Meeting the Chronic Absenteeism Challenge What Do We Know?

Everyone Graduates on X: "Meeting the Chronic Absenteeism Challenge - What Do  We Know? A new report by @bobbalfanz, @GRADpartners, @nps_success, &  @JHU_EGC covers what we know about district & school challenges

Robert Balfanz Everyone Graduates Center, School of Education, Johns Hopkins University

This brief aims to provide a synthesis of what we know about the district and school challenges of post-pandemic chronic absenteeism, and what can be done to meet them. It further analyzes existing federal and state data on chronic absenteeism, shows variation across states on key metrics, and examines the evidence-base on what has proven effective in reducing it.

By now, most of us are aware that chronic absenteeism rates doubled post-pandemic. The multiplicity of personal, health, social, economic, and educational disruptions caused by the pandemic made it harder for millions of students to be in school every day, even as the direct health impact of Covid-19 receded.

But what does a doubling of the number of students who are missing a month or more of schooling in the school year mean? What do the numbers tell us about the challenges our schools and communities face, and what does the evidence base say about the types of solutions and responses that are needed to meet them?

It’s a big problem.

With close to 15 million students chronically absent in the 2021-22 school year, two-thirds of the K-12 students in the US were attending a school where at least twenty percent of the student body was chronically absent. This is problematic because research has shown that when a school’s chronic absenteeism rates are at these levels, the whole student body can be impacted. Not only are a fifth or more of students experiencing interrupted schooling, but the instructional pace of the whole school is interrupted when teachers constantly have a shifting set of students in their classrooms. If they slow down to catch up the students who were absent the prior day, they lose the attention of the students who were there. If they keep moving ahead, the students who were absent feel lost, and can demand additional attention. Given the unprecedented number of schools with chronic absenteeism rates of twenty percent or more in 2021-22, we need to understand that the pandemic has caused two plus years of interrupted learning in most locations.

High rates of chronic absenteeism spread to districts that had not experienced it before.

Prior to the pandemic, chronic absenteeism was a significant challenge, and its impact was heavily concentrated in schools serving students from high poverty neighborhoods. Like a tsunami wave, bringing waves of water to dry land, the impact of the pandemic spread chronic absenteeism far and wide across the country. As seen in this map, created by the Everyone Graduates Center at Johns Hopkins University, in nearly all states, the majority of school districts had chronic absenteeism rates of twenty percent or higher in 2021-22; many experienced rates of thirty percent or more. Rural areas were not immune from large increases. Looking at the five rural districts in each state, with the greatest number of chronically absent students, shows that 138 rural districts had between 1,000 and 9,000 chronically absent students. This means that large numbers of school districts were confronted with an issue with which they had little experience, accumulated know-how, or established response systems.

In districts where chronic absenteeism had been a challenge prior to the pandemic, post-pandemic levels exceeded the capacity of existing response systems.

Before the pandemic, a district with a high rate of chronic absenteeism typically had rates between twenty and thirty percent. Post-pandemic, many of these districts saw their chronic absenteeism rates soar to fifty percent or higher. In short, missing a month or more of schooling became the normal experience for the majority of students in the district. When this occurs for a district of any size, the sheer number of students who were chronically absent becomes daunting. A large district with 80,000 students could have 45,000 who were chronically absent. A smaller district of 10,000 could have 5,000 chronically absent students. The intensity of the challenge might be best seen at the school level. In 27 states in 2021-22, half of the chronically absent students in the state attended a school where there were 200 or more chronically absent students. Think for a moment of what a school faces in reaching out to and supporting over two hundred students who are facing assorted challenges to attending school on a regular basis. Very few school’s student support systems were built for this scale and intensity of need. In 35 states, there were between 100 and 950 schools where 200 or more students were chronically absent. In the four largest states plus Arizona, there were between 1,000 and 3,000 schools with 200 or more chronically absent students.

Half of the nation’s chronically absent students are concentrated in just six percent (1,000) of school districts, which are located in every state.

The significant increase in chronic absenteeism rates in the school districts that had the highest rates of chronic absenteeism before the pandemic resulted in half of all chronically absent students in the nation being concentrated in just 1,000 (6%) of the nation’s roughly 17,000 school districts. In 36 states half of chronically absent students are concentrated in twenty or fewer school districts in the state. Districts’ ability to establish comprehensive and effective responses aligned with the scale and intensity of their attendance challenge will have outsized impacts on state and national chronic absenteeism rates and related educational and well-being outcomes. The other half of the nation’s chronically absent students are found everywhere, spread across the remaining 94% (16,000) of school districts.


Exercise aim -
Your reply should be an exact copy of every entry, with the pictures removed.

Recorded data
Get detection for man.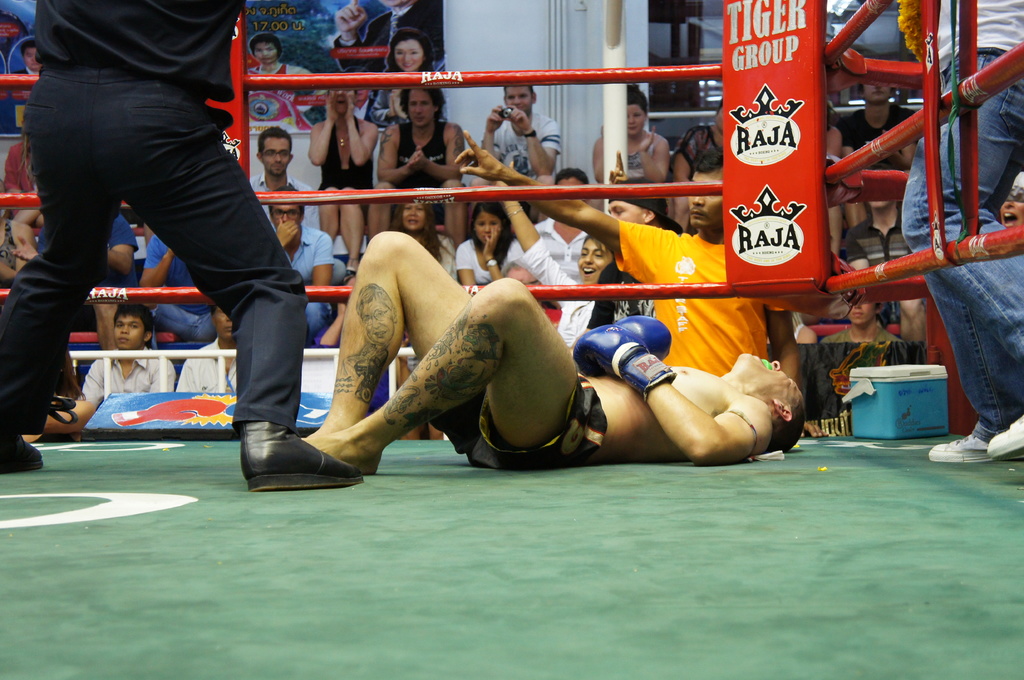
Detection: BBox(267, 186, 334, 345).
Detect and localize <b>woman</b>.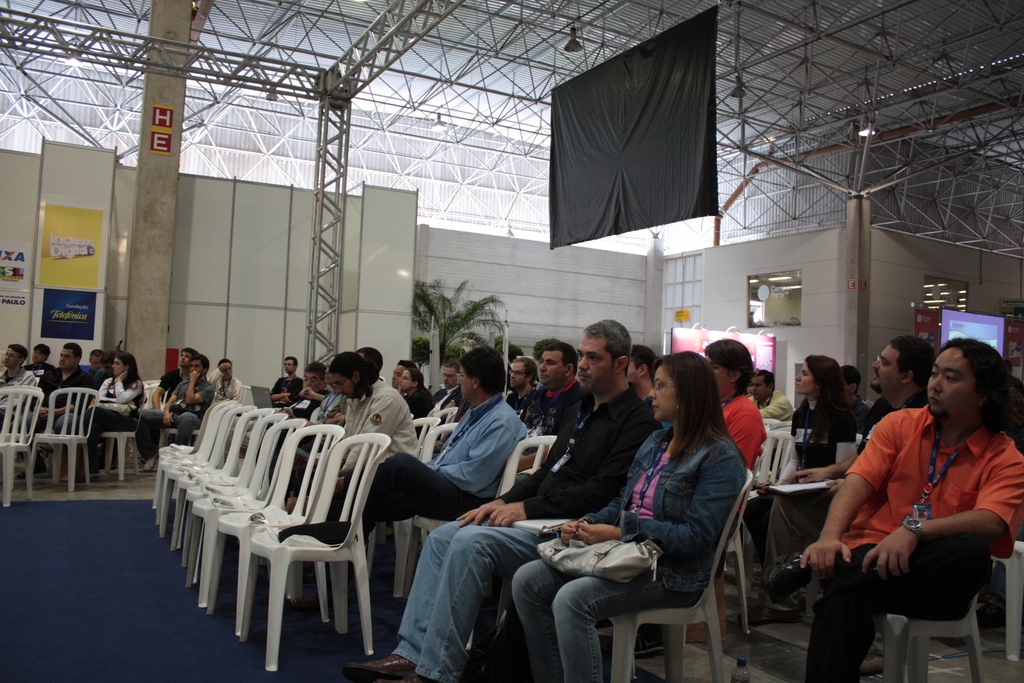
Localized at x1=40, y1=352, x2=147, y2=481.
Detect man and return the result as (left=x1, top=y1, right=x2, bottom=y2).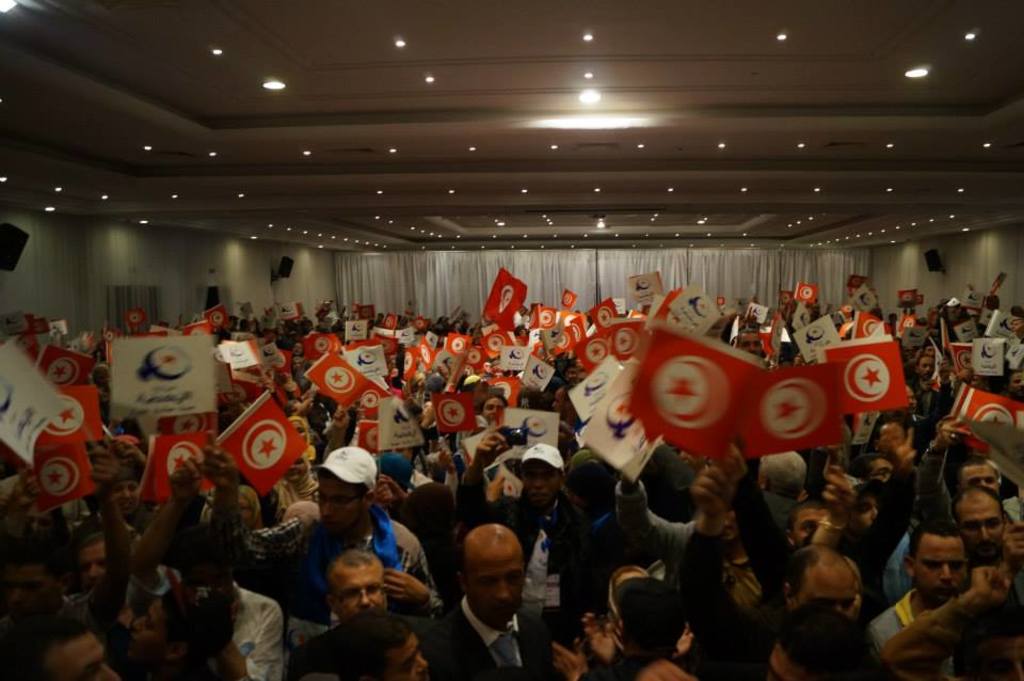
(left=515, top=443, right=580, bottom=518).
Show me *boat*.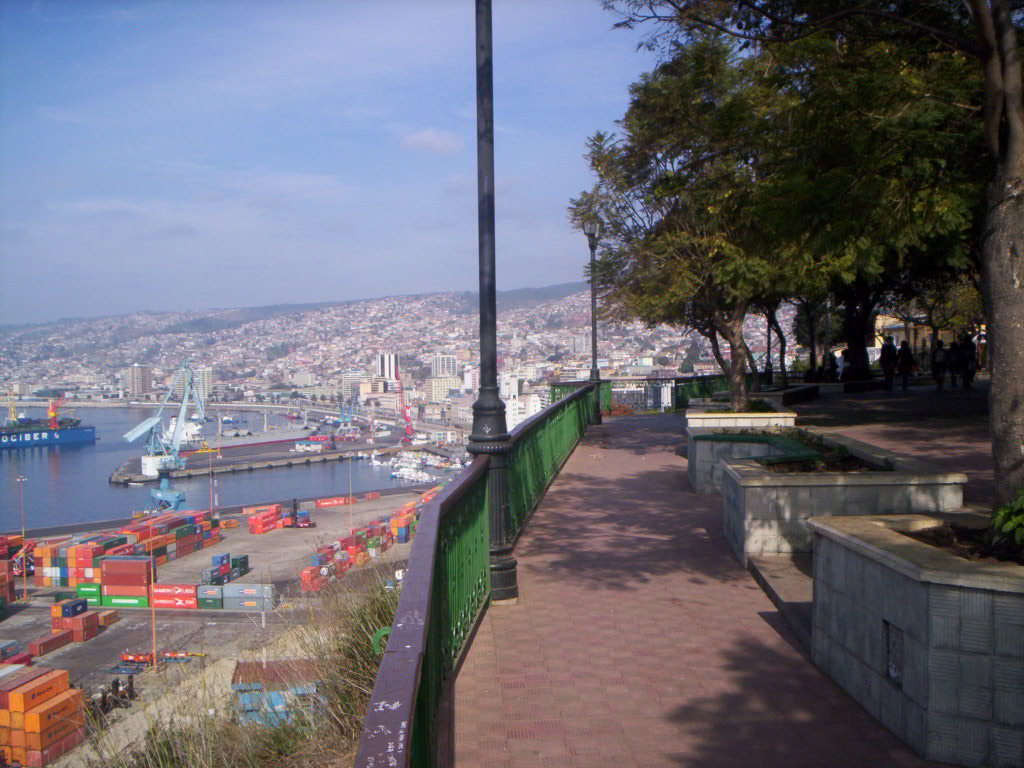
*boat* is here: 0,407,92,453.
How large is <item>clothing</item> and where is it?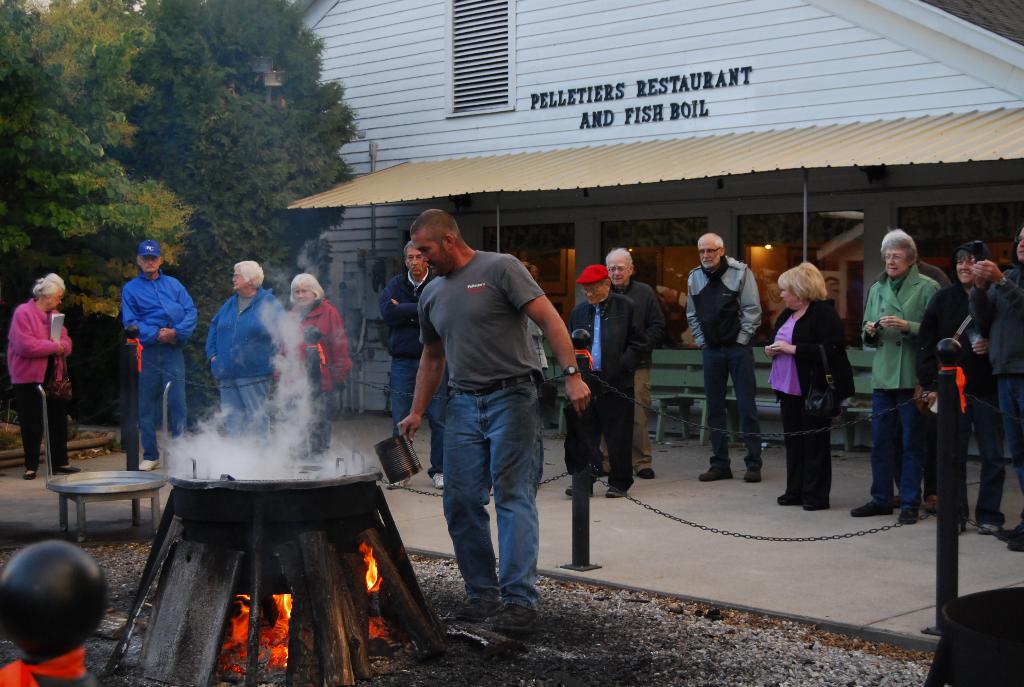
Bounding box: l=607, t=279, r=678, b=468.
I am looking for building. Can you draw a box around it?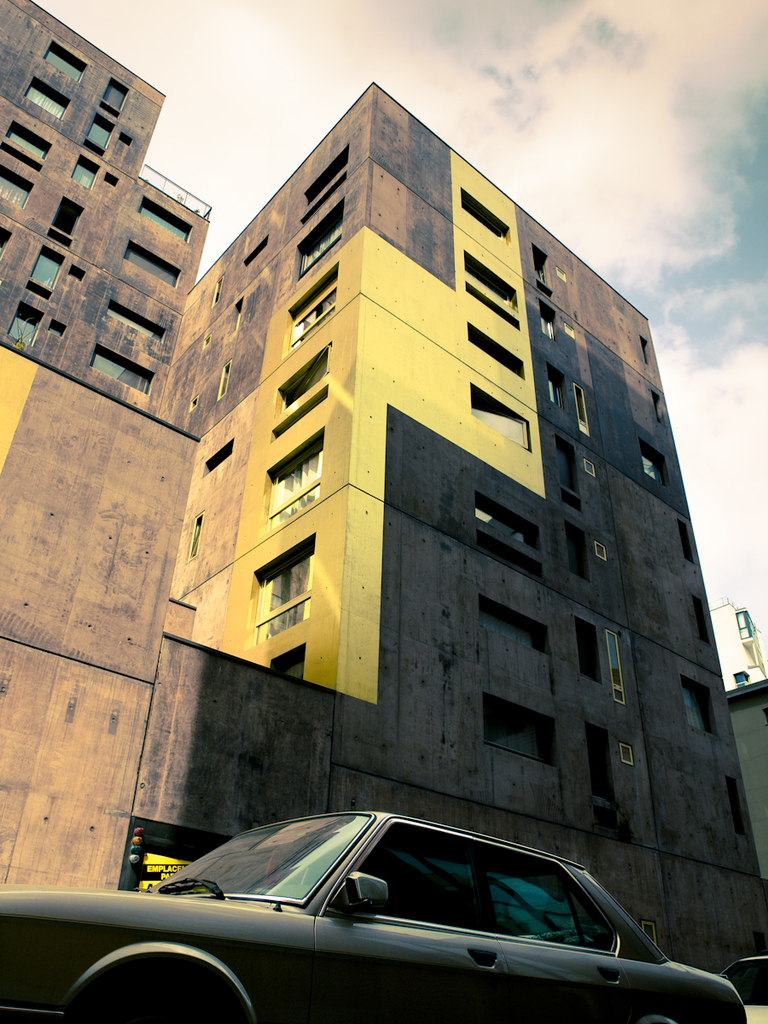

Answer for the task -
Get detection for man.
Detection: BBox(267, 186, 334, 345).
Detect and localize <b>woman</b>.
Localized at x1=40, y1=352, x2=147, y2=481.
Detect man and return the result as (left=x1, top=y1, right=x2, bottom=y2).
(left=515, top=443, right=580, bottom=518).
Show me *boat*.
*boat* is here: 0,407,92,453.
How large is <item>clothing</item> and where is it?
Bounding box: l=607, t=279, r=678, b=468.
I am looking for building. Can you draw a box around it?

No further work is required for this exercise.